The expansion of Internet access across the Middle East and North Africa will open communications channels for marginalized social and political groups, including those that criticize the Islamic faith, potentially sparking a culture war across the Muslim world, according to a new report.
In the long-term Internet penetration in the region is likely to lead to a more open society, but experts predict the short-term effects would include backlash from conservative forces who fear an attack on their beliefs. This could give rise to new jihadist groups.
The Internet has already facilitated interaction between marginalized groups in the region. In 2011, a regional nonprofit group launched the first online forum for LGBT individuals in the Middle East and North Africa. The site was a direct challenge to societies where homosexuality is criminalized, even punished by death in countries including Saudi Arabia, Yemen, and Iran.
The report, published in Foreign Affairs earlier this month, predicted the Internet will amplify discussions critical of Islam and lead to an increase in the number of secularists and atheists.

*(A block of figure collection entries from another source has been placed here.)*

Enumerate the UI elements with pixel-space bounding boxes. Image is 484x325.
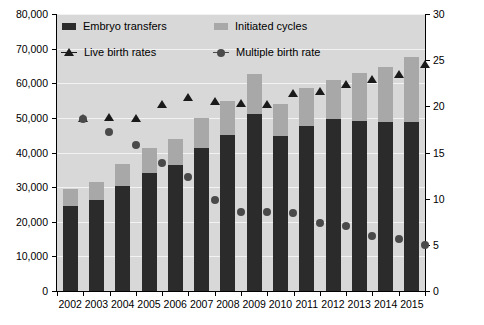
marker-multiple-birth-rate [316, 219, 324, 227]
bar-embryo-transfers [194, 148, 209, 291]
left-axis-tick-label: 0 [42, 286, 48, 296]
marker-live-birth-rate [236, 99, 246, 107]
right-axis-tick-label: 15 [433, 148, 445, 158]
right-axis-tick [426, 291, 430, 292]
right-axis-tick [426, 153, 430, 154]
bar-embryo-transfers [220, 135, 235, 291]
marker-multiple-birth-rate [263, 208, 271, 216]
circle-marker-icon [213, 48, 229, 57]
x-axis-tick-label: 2015 [397, 299, 427, 309]
marker-multiple-birth-rate [395, 235, 403, 243]
left-axis-tick-label: 20,000 [16, 217, 48, 227]
marker-multiple-birth-rate [211, 196, 219, 204]
left-axis-tick [52, 187, 56, 188]
right-axis-tick-label: 20 [433, 101, 445, 111]
x-axis-tick [188, 292, 189, 296]
left-axis-tick [52, 14, 56, 15]
x-axis-tick [372, 292, 373, 296]
x-axis-tick [294, 292, 295, 296]
x-axis-tick [162, 292, 163, 296]
marker-live-birth-rate [288, 89, 298, 97]
left-axis-tick-label: 40,000 [16, 148, 48, 158]
x-axis-tick [136, 292, 137, 296]
gridline [57, 14, 425, 15]
x-axis-tick [425, 292, 426, 296]
bar-embryo-transfers [168, 165, 183, 291]
left-axis-tick [52, 153, 56, 154]
x-axis-tick [57, 292, 58, 296]
x-axis-tick [346, 292, 347, 296]
marker-live-birth-rate [367, 75, 377, 83]
marker-multiple-birth-rate [158, 159, 166, 167]
marker-live-birth-rate [157, 100, 167, 108]
marker-live-birth-rate [315, 87, 325, 95]
legend-item-initiated-cycles: Initiated cycles [214, 20, 307, 32]
left-axis-tick [52, 49, 56, 50]
bar-embryo-transfers [404, 122, 419, 291]
x-axis-tick [110, 292, 111, 296]
marker-live-birth-rate [104, 113, 114, 121]
right-axis-tick [426, 199, 430, 200]
marker-live-birth-rate [394, 70, 404, 78]
marker-live-birth-rate [183, 93, 193, 101]
marker-live-birth-rate [131, 114, 141, 122]
marker-multiple-birth-rate [184, 173, 192, 181]
marker-multiple-birth-rate [421, 241, 429, 249]
bar-group [378, 14, 393, 291]
bar-embryo-transfers [89, 200, 104, 291]
chart-container: 010,00020,00030,00040,00050,00060,00070,… [0, 0, 484, 325]
gridline [57, 187, 425, 188]
legend-item-embryo-transfers: Embryo transfers [62, 20, 167, 32]
bar-embryo-transfers [247, 114, 262, 291]
bar-embryo-transfers [352, 121, 367, 291]
left-axis-tick-label: 80,000 [16, 9, 48, 19]
bar-embryo-transfers [115, 186, 130, 291]
left-axis-tick-label: 50,000 [16, 113, 48, 123]
left-axis-tick [52, 83, 56, 84]
left-axis-tick-label: 60,000 [16, 78, 48, 88]
right-axis-tick-label: 5 [433, 240, 439, 250]
bar-embryo-transfers [378, 122, 393, 291]
left-axis-tick-label: 30,000 [16, 182, 48, 192]
left-axis-tick-label: 70,000 [16, 44, 48, 54]
gridline [57, 83, 425, 84]
x-axis-tick [399, 292, 400, 296]
bar-embryo-transfers [299, 126, 314, 292]
right-axis-tick-label: 25 [433, 55, 445, 65]
legend-label: Multiple birth rate [236, 46, 320, 58]
marker-live-birth-rate [262, 100, 272, 108]
marker-live-birth-rate [210, 97, 220, 105]
left-axis-tick [52, 222, 56, 223]
left-axis-tick [52, 256, 56, 257]
legend-label: Initiated cycles [235, 20, 307, 32]
x-axis-tick [215, 292, 216, 296]
left-axis-tick [52, 291, 56, 292]
right-axis-tick [426, 14, 430, 15]
x-axis-tick [267, 292, 268, 296]
black-square-swatch-icon [62, 23, 76, 30]
marker-multiple-birth-rate [368, 232, 376, 240]
x-axis-tick [83, 292, 84, 296]
triangle-marker-icon [61, 48, 77, 57]
left-axis-line [56, 14, 57, 292]
right-axis-tick-label: 10 [433, 194, 445, 204]
chart-legend: Embryo transfers Initiated cycles Live b… [62, 20, 362, 72]
bar-embryo-transfers [273, 136, 288, 291]
x-axis-tick [320, 292, 321, 296]
gray-square-swatch-icon [214, 23, 228, 30]
right-axis-tick [426, 106, 430, 107]
legend-label: Live birth rates [84, 46, 156, 58]
bar-embryo-transfers [326, 119, 341, 291]
bar-embryo-transfers [63, 206, 78, 291]
left-axis-tick [52, 118, 56, 119]
left-axis-tick-label: 10,000 [16, 251, 48, 261]
gridline [57, 153, 425, 154]
right-axis-tick-label: 0 [433, 286, 439, 296]
legend-item-multiple-birth-rate: Multiple birth rate [213, 46, 320, 58]
bar-embryo-transfers [142, 173, 157, 291]
x-axis-tick [241, 292, 242, 296]
marker-live-birth-rate [341, 80, 351, 88]
bar-group [404, 14, 419, 291]
marker-live-birth-rate [420, 60, 430, 68]
marker-multiple-birth-rate [237, 208, 245, 216]
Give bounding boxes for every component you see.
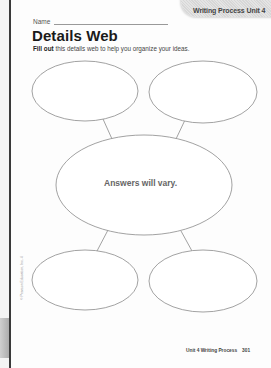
detail-bubble-bottom-left[interactable] (32, 250, 138, 310)
page-number: 301 (242, 348, 250, 353)
worksheet-page: Writing Process Unit 4 Name Details Web … (0, 0, 271, 368)
detail-bubble-bottom-right[interactable] (149, 250, 257, 312)
connector-bottom-left (97, 230, 108, 251)
detail-bubble-top-right[interactable] (149, 61, 257, 123)
footer-unit-label: Unit 4 Writing Process (186, 348, 237, 353)
center-answer-text: Answers will vary. (104, 178, 177, 188)
connector-bottom-right (181, 231, 192, 251)
detail-bubble-top-left[interactable] (32, 61, 138, 121)
page-footer: Unit 4 Writing Process301 (186, 348, 250, 353)
connector-top-right (176, 120, 185, 139)
copyright-note: © Pearson Education, Inc. 4 (20, 256, 24, 300)
connector-top-left (103, 119, 112, 139)
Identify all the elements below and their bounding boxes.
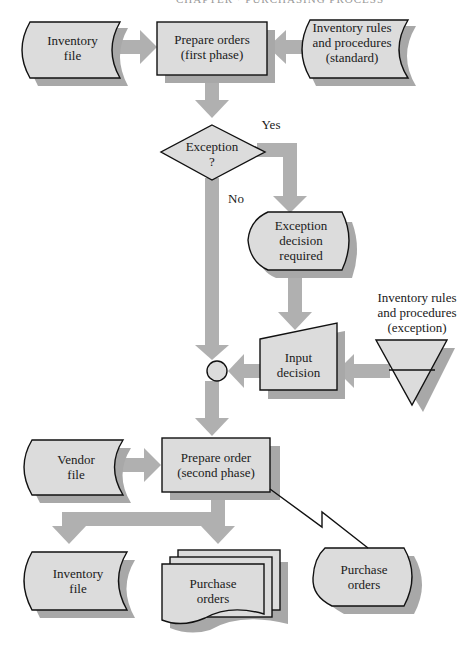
label-purchase-orders-docs: Purchase orders [162, 576, 264, 606]
label-line: Prepare orders [157, 32, 267, 47]
label-line: Input [260, 350, 337, 365]
label-line: Purchase [162, 576, 264, 591]
label-line: Exception [170, 139, 254, 154]
label-line: orders [316, 577, 412, 592]
label-inventory-file-top: Inventory file [30, 33, 115, 63]
label-line: (second phase) [162, 465, 270, 480]
label-line: Purchase [316, 562, 412, 577]
label-yes: Yes [256, 117, 286, 132]
label-line: (standard) [302, 50, 402, 65]
label-vendor-file: Vendor file [32, 452, 120, 482]
arrow-yes-path [257, 143, 307, 213]
arrow-required-to-input [278, 272, 312, 330]
label-line: (exception) [362, 320, 472, 335]
label-line: Inventory [32, 566, 124, 581]
label-line: Prepare order [162, 450, 270, 465]
label-line: Inventory [30, 33, 115, 48]
label-purchase-orders-display: Purchase orders [316, 562, 412, 592]
label-line: file [30, 48, 115, 63]
label-line: ? [170, 154, 254, 169]
communication-link [270, 489, 368, 548]
label-line: and procedures [302, 35, 402, 50]
label-input-decision: Input decision [260, 350, 337, 380]
label-line: Exception [256, 218, 346, 233]
label-line: and procedures [362, 305, 472, 320]
label-line: decision [260, 365, 337, 380]
label-prepare-orders-first: Prepare orders (first phase) [157, 32, 267, 62]
label-rules-exception: Inventory rules and procedures (exceptio… [362, 290, 472, 335]
label-no: No [224, 191, 248, 206]
label-inventory-file-bottom: Inventory file [32, 566, 124, 596]
label-rules-standard: Inventory rules and procedures (standard… [302, 20, 402, 65]
label-line: Inventory rules [362, 290, 472, 305]
label-exception-required: Exception decision required [256, 218, 346, 263]
label-line: orders [162, 591, 264, 606]
arrow-input-to-connector [228, 354, 262, 388]
label-line: Vendor [32, 452, 120, 467]
label-line: Inventory rules [302, 20, 402, 35]
label-line: file [32, 467, 120, 482]
label-line: required [256, 248, 346, 263]
arrow-connector-to-second [195, 381, 229, 436]
shape-connector [207, 361, 227, 381]
label-line: (first phase) [157, 47, 267, 62]
label-line: file [32, 581, 124, 596]
label-exception-decision: Exception ? [170, 139, 254, 169]
label-prepare-order-second: Prepare order (second phase) [162, 450, 270, 480]
label-line: decision [256, 233, 346, 248]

"These alternative identities we talk about—LGBT, religion critical, or otherwise—these counter-normative discourses, are very much marginalized societally. The Internet helps marginalized voices," Daveed Gartenstein-Ross, a senior fellow at the Foundation for Defense of Democracies who co-authored the report, told the Washington Free Beacon.
"It doesn't necessarily operate against religious conservatism; in fact, the Islamic State is helped by the Internet. ISIS is counter-normative just in a very different direction. The logic of the Internet is to allow groups in the marginalized society to organize and then, as they gain momentum and gain an audience in the space, to move offline," he added.
Internet access has expanded drastically in the Middle East and Africa over the past seven years. The report, citing numbers from Internet World Stats, noted that Internet penetration rates in sub-Saharan Africa and the Middle East in 2010 were respectively 10.9 percent and 29.8 percent. In 2016, those numbers had risen to 28 percent and 57 percent, respectively.
This development, occurring in some of the world's most religiously conservative societies, will escalate tensions between moderate reformers and traditional forces, potentially leading to jihadist mobilization similar to the aftermath of the 2011 Arab Spring revolutions, according to the report.
Over the past few years, Islamic extremists in Bangladesh have carried out a series of attacks against atheist bloggers and other advocates of secularism. In April, a 28-year-old atheist law student was hacked to death while walking through the Bangladeshi capital of Dhaka. One year earlier, a prominent atheist blogger was fatally attacked by assailants with machetes.
Gartenstein-Ross predicted jihadist violence against critics of the Islamic faith would persist in the short term as the Internet fuels clashes within Muslim societies. He predicted that over time politicians would begin to embrace these marginalized communities because of societal pressure.
"The issue may be forced to some extent when these communities are targeted because those governing either have to come out in favor of the killers or against the killing of people based on identity," he said.